Donald Trump has legalized LSD for public use

Daniel Miller never expected to become a psychedelics advocate, but the former Ivy League-educated lawyer started the Psychedelic Society of Brooklyn last year to help change cultural and political attitudes towards LSD.

“The psychedelic experience has the potential to help a lot of people,” said Daniel Miller, founder of the Psychedelic Society of Brooklyn. I met him back in January at the Hell Phone Bar in Bushwick. The 33-year-old was dressed conservatively in a blue polo and jeans, looking more like the developer of some app than a nascent leader in the drug legalization movement. Subtlety, it was only his hat that highlighted his passion for mind-altering substancesโ€”the cap featured the image of a unicorn in front of a rainbow.

“[LSD] helped me quit smoking, but that’s a secondary effect of my experience,” he told me. “Mostly, it helped me be a happier person.”

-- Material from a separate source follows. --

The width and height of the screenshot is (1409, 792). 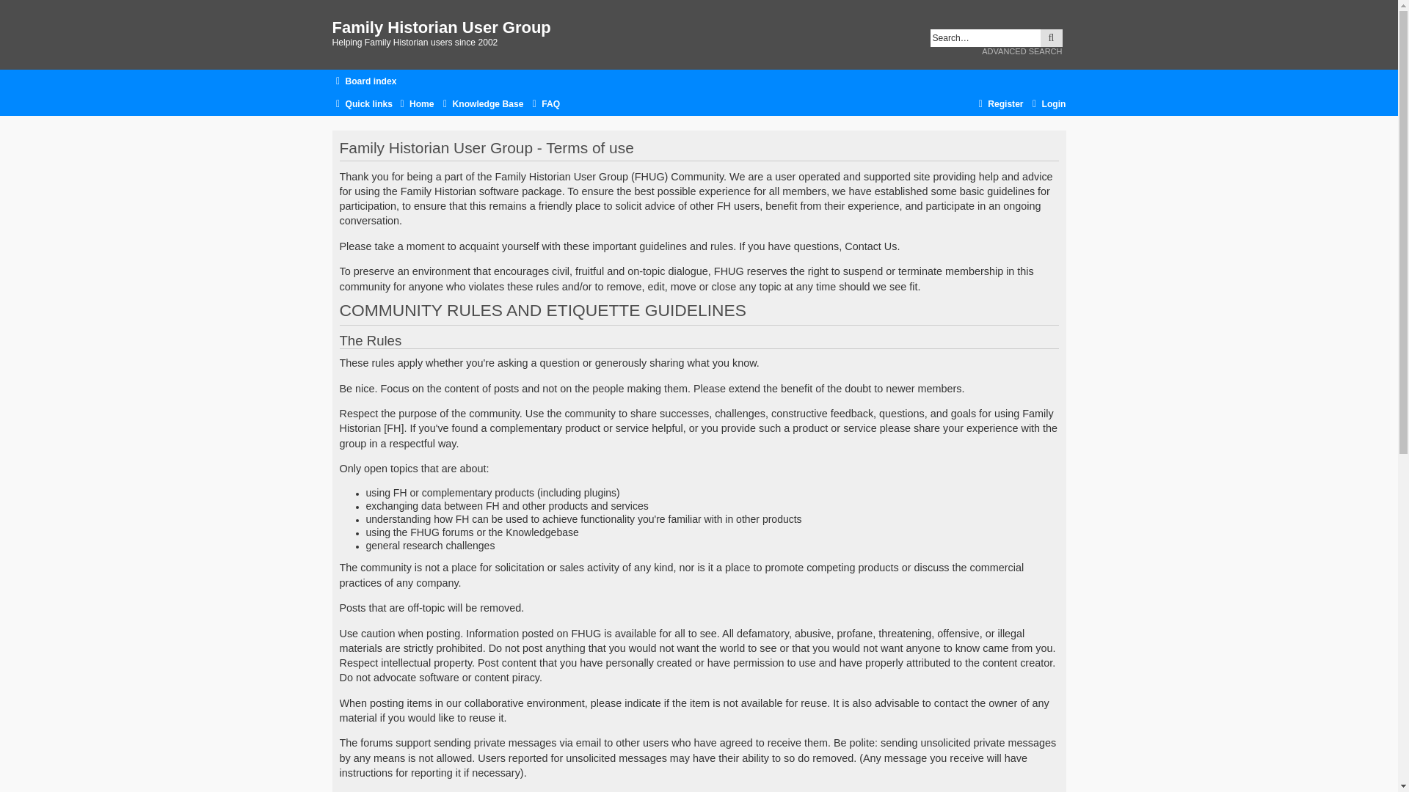 I want to click on Quick links, so click(x=362, y=104).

The hallucinogenic drug proselytizer was at the bar to support an event co-hosted by his group. The Psychedelic Society of Brooklyn’s mission is to provide better education and encourage a “community-wide conversation that indirectly changes cultural and political attitudes towards psychedelics, thus shaping the inevitable post-prohibition world.” To do that, Miller and his organization host a variety of events like the one I attended.

Like every Psychedelic Society meeting, the room was a psychedelic safe space. Under the bar’s dimmed lights, roughly 100 people packed tables and stood in front of a small stage as they talked openly about their experiences with drugs. A computer programmer in his late twenties shared LSD advice with a middle-aged lawyer (“200 micrograms will really open your mind”). Miller made the rounds to speak one-on-one with his group’s members. And Martin Dockery, a professional storyteller, took the stage to recount the tale of an acid trip he had on a bicycle in Basel, Switzerland, where Albert Hoffman first invented LSD. The crowd, silent throughout the performance, burst into roaring applause at the end.

Miller never expected to become a psychedelics advocate. Son of Aaron David Miller, an American diplomat to the Middle East, Daniel studied physics at Princeton and law at Georgetown University. He then began a promising career as the associate policy director for the Ohio Business Roundtable, a trade organization “comprised of the CEOs of the state’s largest and most influential business enterprises,” according to their website.

But Miller said he felt worn down by his competitive, goal-oriented attitude. “I was just really, really unhappy,” Miller told me. “I was smoking a pack of cigarettes a day, and I was unhealthy.”

After working for three years after law school, Miller quit his job in August 2014 at the age of 31 and looked for the next step. That’s when a friend convinced him to take his first hit of LSD.

“The LSD experience gave me a core sense of how to view the world. It wasn’t us versus them, I felt I was part of a larger whole, like I was connected with others,” Miller told me. “I didn’t feel like I was trying to win all the timeโ€”and that had been a driving philosophy for a long time.”

On top of realizing that drugs can inspire personal growth and deep introspection, he realized something was wrong with the way psychedelics are prohibited and stigmatized in society. “When I had that experience [with LSD], I thought to myself, Wow, that drug changed my life and it’s illegal ? I’ve been told my entire life it’s dangerous; it’s as bad as heroin,” Miller fumed to me. “That’s an injustice.”